On Thu, Oct 16, 2003 at 05:10:39AM -0700, Martin Stone Davis wrote:
> Some Guy wrote:
> 
> > --- Martin Stone Davis <[EMAIL PROTECTED]> wrote: 
> ><big snip>
> >
> >>I'm having a lot of trouble coming up with a good solution.  Thoughts?
> >
> >
> >Here are some:
> >
> >1) For your own personal requests your node could cache at 100% in a 
> >special cache which isn't
> >used to handle other people's requests, but pcache your own requests in 
> >the public one just like
> >normal.  
> >
> >This opens you up to securtiy issues, if your drive is compromised, but 
> >these could be dealt with
> >"loopback crypto" or an extension of fred which would ensure the stores 
> >contents would be lost if
> >the machine looses power (or maybe require a passphrase to restart).
> >
> Given that my local store allocation is large enough that pcacheing has 
> not been triggered, is this any different from my solution #1 (which I 
> discredited)?  Even if the drive is not compromised, it suffers from the 
> same problem that solution #2 suffers, as I showed in my hypothetical.

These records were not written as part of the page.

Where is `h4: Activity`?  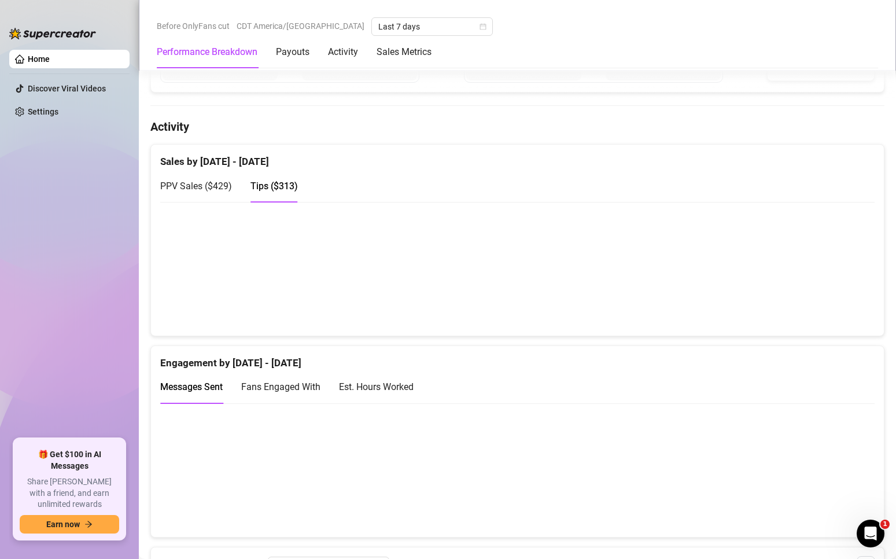
h4: Activity is located at coordinates (517, 127).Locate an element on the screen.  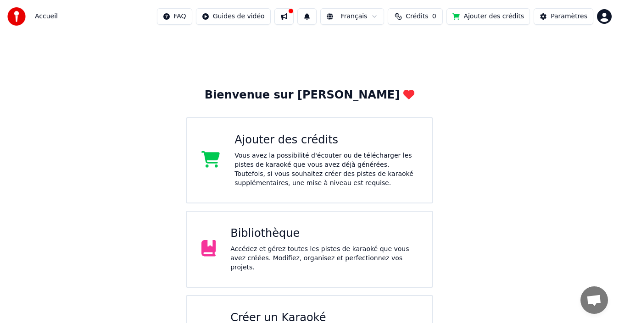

I'm not sure how your "problem" works - the requests will be distributed
across the keyspace and unless they can reconstruct your exact
estimators they will find it impossible to know anything about exact
keys - and even then it'll be a complete bastard, I'm not sure it's even
possible. However a proof of concept would be VERY interesting.
> 
> >2) There's an ongoing arguement about maybe caching with a higher 
> >probablity things in your spec. This may protect against some timing 
> >attacks since:
> >a) I'll have reason to request and cache such data anyway, if it's in my 
> >spec.
> >b) I'll have an excuse to throw away such data quickly if it's outside my 
> >spec.
> >
> Not sure how that works exactly, but again, if my store allocation is so 
> large that my pcacheing is nowhere near being triggered, wouldn't that 
> be no different from what we have today?  Maybe I completely 
> misunderstand what you are saying here.  Please explain.

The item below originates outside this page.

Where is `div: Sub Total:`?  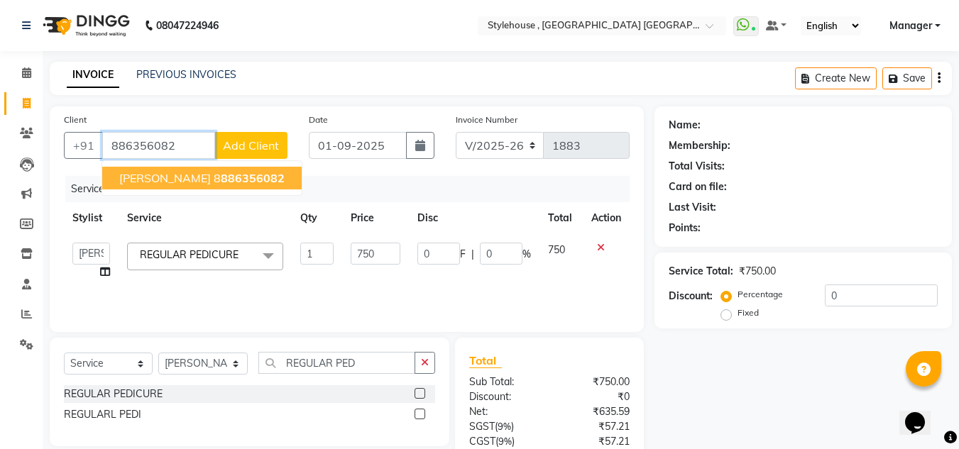 div: Sub Total: is located at coordinates (504, 382).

Well, if you are caching everything, then you are vulnerable to the key
probing attack - use a timing attack to determine which keys are in the
store, and if all the keys in a correlated group (a page, a splitfile)
are there, you PROBABLY (you might just be routing for another node that
doesn't know any better nodes than you) fetched them. But EVEN WITH
PCACHING ENABLED, you can do similar statistical attacks.
> 
> >3) Don't run such "SLUTY" nodes that do it with everyone.  If you connect 
> >only to people you have
> >real trust in and they do the same, you'll be pretty safe.  Of coarse 
> >doing this is some work, and
> >one mole could compromise his neighbors.  
> >
> >Freenet's topology must be like a random graph or small world; this is 
> >thought to be true of
> >social networks which should give rise to such trust based nets.  However, 
> >that's all theory and
> >no practice as far as I know.
> >
> Hmm.  Interesting.  But how do you build "real trust" in a way that 
> neither the RIAA nor AAIR could fake trustworthiness?

Freenet routing has always relied on path folding, i.e. nodes passing on
references of other nodes. A static set of nodes to route to will
probably be a major performance hit.
> 
> >4) Inserter/requestor anonymity can be improved with another layer of 
> >onion style routing.  For
> >example I pick n nodes, I build a chain up only talking to the first one.  
> >Each node gets a
> >symetric key and the last node acts as my proxy for insertion an deletion. 
> >In order for them to
> >link it to me all n nodes have to be compromised.
> >
> >You can improve this buy making a few of these chains and using each one 
> >for a particular peice of
> >hashspace and connecting them to nodes which might be specailized in the 
> >area (or let them become
> >so).
> >
> >I believe Toad mentioned doing this for maybe just two hops or so.
> >
> Yes, that would certainly strengthen inserter/requestor anonymity at the 
> time of insertion/requesting, but doesn't it still allow for probing the 
> DS?

No, because we could then make the keys locally requested not go through
the store AT ALL. We would have a separate cache of course.
> 
> >
> >
> >Yes Brandon is right; we need to focus on getting the system working well 
> >first.  But this is good
> >stuff to think about.
> Agreed.
> 
> -Martin

-- 
Matthew J Toseland - [EMAIL PROTECTED]
Freenet Project Official Codemonkey - http://freenetproject.org/
ICTHUS - Nothing is impossible. Our Boss says so.